As people begin to emerge from house arrest, there’s much fear about a resurgence of cases of COVID-19. People wonder how to protect themselves, and some are going to a lot of trouble to disinfect packages and groceries. Here are some facts:
- This is a respiratory virus. It gets into your body through the airway, or from your eyes as tears flush it into your nose.
- People generate aerosols by speaking or breathing, not just by coughing or sneezing.
- Viral particles are much smaller than the holes in your mask, which only filters out the larger particles the virus may be riding on.
- SARS-CoV-2 can be recovered from the air for hours and from surfaces for days. There is no evidence of transmission through skin, but if you touch a contaminated object and then your face, you might you might infect or possibly inoculate yourself yourself. There is evidence that frequent handwashing reduces influenza transmission.
- Although SARS-CoV-2 is not known to be transmitted in food, once in your blood it can attack the GI tract—many patients have digestive symptoms. It can be recovered from feces.
- SARS-CoV-2 seems to be most transmissible at the onset of symptoms, but transmission may occur, perhaps in 25 percent of cases, before symptoms are noticed.
- Viruses are bundles of complex chemicals, which must be configured or folded just right to do any damage. They immediately begin to deteriorate in the environment, at a rate determined by temperature, humidity, and other factors, and are destroyed by ultraviolet light, soap, and many chemicals.
These are some sources of known or suspected outbreaks:
- At choir practice, 40 of 60 choir members got infected. Singing is a great aerosol generator.
- At an exclusive meeting of executives in a small closed room in December, attended by a person who had recently traveled to China, everyone got sick, and one transmitted the illness to his girlfriend. Coronavirus was not considered at that time.
- During the 2004 SARS coronavirus epidemic in Hong Kong, more than 300 people in an apartment building apparently got infected from an aerosol generated by a toilet flush, which entered the shared ventilation system.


**Exercise brief**
Restate verbatim the span of lines below between the line with "Identify the location of td: Dtjz008." and the line with "This screenshot has height=503, width=1057.", including those two lines, and only that span.

____ Supplied information

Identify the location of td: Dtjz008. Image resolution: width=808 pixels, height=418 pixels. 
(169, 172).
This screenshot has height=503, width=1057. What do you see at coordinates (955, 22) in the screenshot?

________
____ Supplied information

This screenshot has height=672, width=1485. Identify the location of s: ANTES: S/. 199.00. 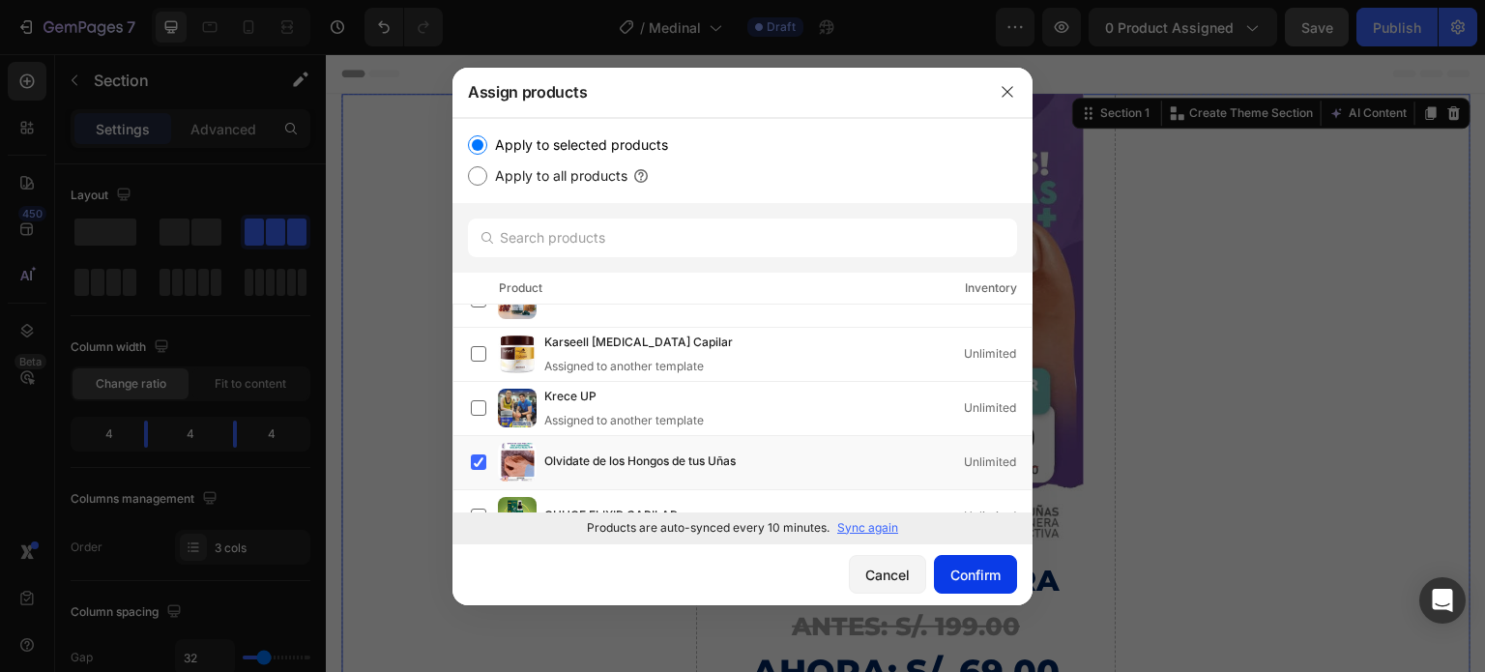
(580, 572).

________
____ Supplied information

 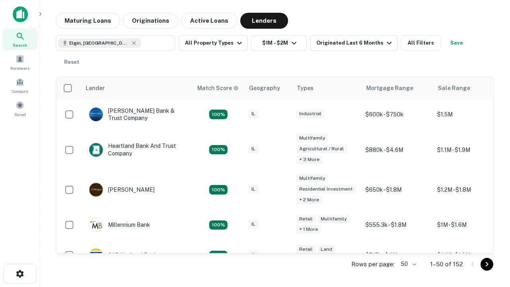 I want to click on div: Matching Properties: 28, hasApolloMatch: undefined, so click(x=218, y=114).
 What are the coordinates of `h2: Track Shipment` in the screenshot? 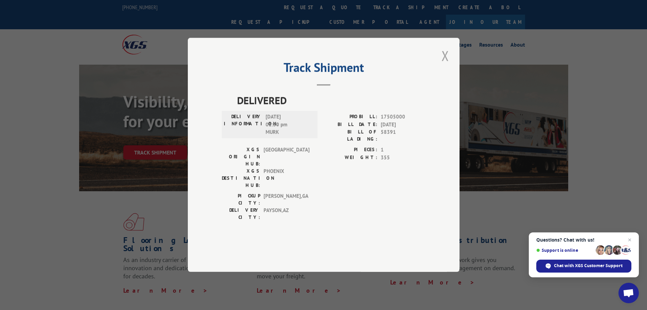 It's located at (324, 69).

________

**Exercise solution**
Identify the location of td: Dtjz008. Image resolution: width=808 pixels, height=418 pixels. 
(169, 172).
This screenshot has height=503, width=1057. What do you see at coordinates (955, 22) in the screenshot?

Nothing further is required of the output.